The original comment was about the time it took for an ICBM to get here. How does that relate to a war-of-attrition? Stay on the subject.
Actually, your remarks are empically invalid
You mean "empirical"?
Definition: 1. 1. Relying on or derived from observation or experiment: empirical results that supported the hypothesis. 2. Verifiable or provable by means of observation or experiment: empirical laws. 2. Guided by practical experience and not theory, especially in medicine.
We were talking about total war against a major nation state, not car bombing. The original subject was keeping heavy manufacturing for war preparation within the US, remember? How does a number of car bombs make it necessary to do that? We could purchase weapons to fight such an enemy anywhere in the world, and that enemy could not prevent it, thus such a war does not justify trade protectionism to retain that heavy industry.
Those car-bombs are being freshly manufactured right under our noses, evidently...
Demonstrating that car bombers don't require trade protected industrial production. We don't either.
I was on subject. Your thesis that we would ever actually use nuclear weapons again with the PC lobby ruling the roost...was denied.
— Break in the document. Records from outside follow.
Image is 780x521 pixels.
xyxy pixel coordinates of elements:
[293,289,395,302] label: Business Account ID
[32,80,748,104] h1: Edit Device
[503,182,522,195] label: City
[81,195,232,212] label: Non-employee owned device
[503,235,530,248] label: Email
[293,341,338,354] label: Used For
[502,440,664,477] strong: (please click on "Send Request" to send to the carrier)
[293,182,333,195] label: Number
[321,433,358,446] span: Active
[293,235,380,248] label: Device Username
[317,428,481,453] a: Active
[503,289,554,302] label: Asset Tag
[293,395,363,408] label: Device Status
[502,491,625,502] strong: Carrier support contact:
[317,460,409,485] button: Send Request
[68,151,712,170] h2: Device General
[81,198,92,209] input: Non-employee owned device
Anyways, we are not alone in having ICBMs, you know. China has a secret mutual defense pact with Russia. They also have their most advanced missile designs...and stole our solid-rocket fuel technology. Hence their DF-31, and the new SLBMs with very advanced range, and payload capability.
How does a number of car bombs make it necessary to do that? We could purchase weapons to fight such an enemy anywhere in the world, and that enemy could not prevent it, thus such a war does not justify trade protectionism to retain that heavy industry.
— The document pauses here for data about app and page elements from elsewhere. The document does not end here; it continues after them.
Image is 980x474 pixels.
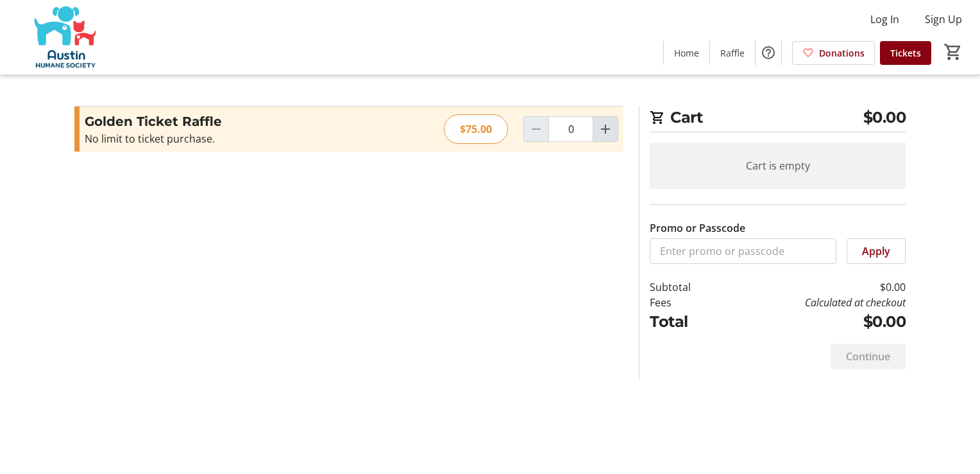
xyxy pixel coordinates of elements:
[710,41,755,65] a: Raffle
[85,131,365,146] div: No limit to ticket purchase.
[724,279,905,295] td: $0.00
[650,143,905,189] div: Cart is empty
[724,295,905,310] td: Calculated at checkout
[915,9,973,30] button: Sign Up
[650,295,724,310] td: Fees
[444,114,508,144] div: $75.00
[85,112,365,131] h3: Golden Ticket Raffle
[819,46,864,60] span: Donations
[650,106,905,132] h2: Cart
[650,310,724,333] td: Total
[860,9,909,30] button: Log In
[720,46,745,60] span: Raffle
[847,238,905,264] button: Apply
[650,220,745,236] label: Promo or Passcode
[674,46,699,60] span: Home
[880,41,932,65] a: Tickets
[870,11,899,27] span: Log In
[792,41,875,65] a: Donations
[664,41,710,65] a: Home
[650,279,724,295] td: Subtotal
[650,238,836,264] input: Enter promo or passcode
[891,46,921,60] span: Tickets
[548,116,593,142] input: Golden Ticket Raffle Quantity
[755,40,781,65] button: Help
[593,117,617,141] button: Increment by one
[7,5,122,69] img: Austin Humane Society's Logo
[724,310,905,333] td: $0.00
[864,106,906,129] span: $0.00
[942,40,965,63] button: Cart
[862,243,891,259] span: Apply
[925,11,962,27] span: Sign Up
You don't know any of those points. And empirically, they are dubious. We learned throughout our history, from the War for Independence forward...how critical it was to have industrial autonomy. Ready domestic supplies for what we need. Preached over and over again by George Washington, Alexander Hamilton, John Adams, and eventually...even the agricultural idealist Thomas Jefferson got the message...after his disastrous War of 1812.
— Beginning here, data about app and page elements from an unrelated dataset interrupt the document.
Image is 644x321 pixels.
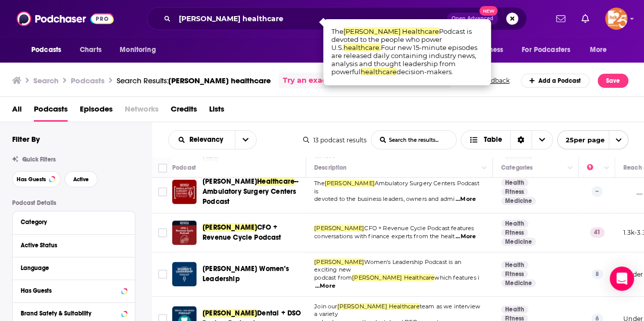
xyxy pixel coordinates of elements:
div: Search podcasts, credits, & more... [147,7,527,30]
button: Open AdvancedNew [447,13,498,25]
a: Credits [170,101,197,122]
a: All [12,101,22,122]
button: Active [65,171,97,188]
span: For Podcasters [522,43,570,57]
button: Save [597,74,628,88]
button: open menu [515,41,584,60]
button: Has Guests [12,171,60,188]
img: Becker’s Healthcare -- Ambulatory Surgery Centers Podcast [172,180,196,204]
span: [PERSON_NAME] [325,180,375,187]
div: Search Results: [117,76,271,85]
span: Charts [80,43,101,57]
span: [PERSON_NAME] Women’s Leadership [202,264,289,283]
a: Show notifications dropdown [577,10,593,27]
a: Add a Podcast [520,74,590,88]
span: ...More [455,232,475,241]
span: conversations with finance experts from the healt [314,232,455,240]
div: Brand Safety & Suitability [21,310,118,317]
span: Join our [314,303,336,310]
a: Try an exact match [283,74,356,86]
a: Charts [73,41,108,60]
span: Table [483,137,502,143]
span: Four new 15-minute episodes are released daily containing industry news, analysis and thought lea... [331,44,477,76]
span: team as we interview a variety [314,303,480,318]
div: Categories [501,162,532,173]
img: Podchaser - Follow, Share and Rate Podcasts [17,9,114,28]
span: Monitoring [120,43,156,57]
button: open menu [582,41,619,60]
button: Column Actions [478,162,490,174]
div: Has Guests [21,287,118,295]
a: Lists [209,101,224,122]
a: Fitness [501,270,528,278]
p: Podcast Details [12,199,135,207]
button: Show profile menu [605,7,627,30]
a: Health [501,220,528,228]
div: 13 podcast results [303,137,367,144]
button: open menu [24,41,74,60]
span: Quick Filters [22,156,55,163]
div: Description [314,162,346,173]
a: Health [501,306,528,314]
img: User Profile [605,7,627,30]
img: Becker’s Women’s Leadership [172,262,196,286]
span: Networks [125,101,159,122]
span: [PERSON_NAME] [202,223,257,232]
button: open menu [169,137,235,143]
button: Column Actions [564,162,576,174]
h2: Choose View [461,130,553,149]
span: podcast from [314,274,352,281]
h3: Podcasts [71,76,105,85]
span: Ambulatory Surgery Centers Podcast is [314,180,479,195]
span: Logged in as kerrifulks [605,7,627,30]
span: Podcasts [31,43,61,57]
input: Search podcasts, credits, & more... [175,10,447,27]
span: ...More [455,196,475,204]
button: Brand Safety & Suitability [21,307,127,320]
span: Women's Leadership Podcast is an exciting new [314,258,461,274]
button: open menu [113,41,169,60]
span: The [331,27,343,35]
span: [PERSON_NAME] Healthcare [352,274,434,281]
h2: Filter By [12,134,40,144]
div: Open Intercom Messenger [610,266,634,291]
span: [PERSON_NAME] [202,177,257,186]
span: [PERSON_NAME] healthcare [168,76,271,85]
div: Active Status [21,242,120,249]
p: __ [623,188,642,196]
span: healthcare [360,68,396,76]
a: Medicine [501,197,536,205]
span: Open Advanced [451,16,493,21]
button: Column Actions [600,162,613,174]
h3: Search [33,76,58,85]
span: Toggle select row [158,188,167,196]
img: Becker's CFO + Revenue Cycle Podcast [172,221,196,245]
a: [PERSON_NAME]Healthcare-- Ambulatory Surgery Centers Podcast [202,176,303,207]
a: Show notifications dropdown [552,10,569,27]
div: Sort Direction [510,131,531,149]
span: decision-makers. [396,68,453,76]
a: Episodes [80,101,113,122]
span: healthcare. [343,44,381,52]
button: Category [21,215,127,228]
h2: Choose List sort [168,130,256,149]
button: Language [21,261,127,274]
a: [PERSON_NAME]CFO + Revenue Cycle Podcast [202,223,303,243]
div: Category [21,218,120,226]
span: [PERSON_NAME] [314,258,364,266]
a: Medicine [501,279,536,287]
span: [PERSON_NAME] Healthcare [343,27,439,35]
span: Active [73,176,89,182]
a: Medicine [501,238,536,246]
span: CFO + Revenue Cycle Podcast [202,223,281,242]
p: 41 [590,227,605,237]
p: -- [591,186,602,196]
a: Fitness [501,188,528,196]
And as GWB should have learned when the Swiss withheld componentry at the last minute from our cruise missiles in the Iraq invasion. And other elements for British hand grenades.
And the Swiss are likely the least of our worries...as we are now outsourcing key stuff to China.
So you want to wind up like Iraq?
You're kidding, right?
You have trouble staying with the discussion. This was about trade protectionism, remember. Iraq didn't get the way it was because of trade protectionism or a lack thereof.
WWII style military production is not required to deal with car bombers, and it is not required to deal with nation states (because of my earlier point that modern warfare of that type is too rapid to ramp up production).
You have not provided any argument contrary to my points. Smart remarks about me "wanting to wind up like Iraq" are not an argument in favor of trade restrictions.
duh, I dunno, duh, U da smart one.
If you don't your want your ignorance pointed out, you should refrain from making stupid comments.
Yes, it is, because of the lack of an adequate technological base to keep ahead of the "engineers" amongst the Iranian/Syrian-backed remote-detonation device-builders. That has been the conclusion of more than one commentator proficient in electronics.
... and it is not required to deal with nation states (because of my earlier point that modern warfare of that type is too rapid to ramp up production).
This point was especially egregious, and was replied to directly. I would say conclusively. Iraq and Afghanistan were wars against nation states. They required massive buildups and replacements of arsenals before the actions could commence. Clinton had drained away most of our cruise missiles and a lot of our JDAMS. Which unfortunately needed components which had been allowed to be outsourced, although formerly invented and produced here. The Swiss example destroyed your claims. The continued erosions we are witnessing make this even more forceful as a future issue.
And I would add that you fail to acknowledge the elements of politics short of war in having capacity. I.e., if you have a reasonable capacity, that will also add to the deterrence factor. Because the enemy will know we actually can respond to an arms race with a prompt "ramp-up"...which if the industrial infrastructure is lost due to neglect such as you advocate it will not be reconstitutable in any reasonable way. The Defense industry is now alleging it would take ten years to reconstitute the U.S. machine tool industry to even get back to 65% of U.S. content. You are on a slippery slope and falling fast...approaching supersonic as you are about to plow into the ground on this one.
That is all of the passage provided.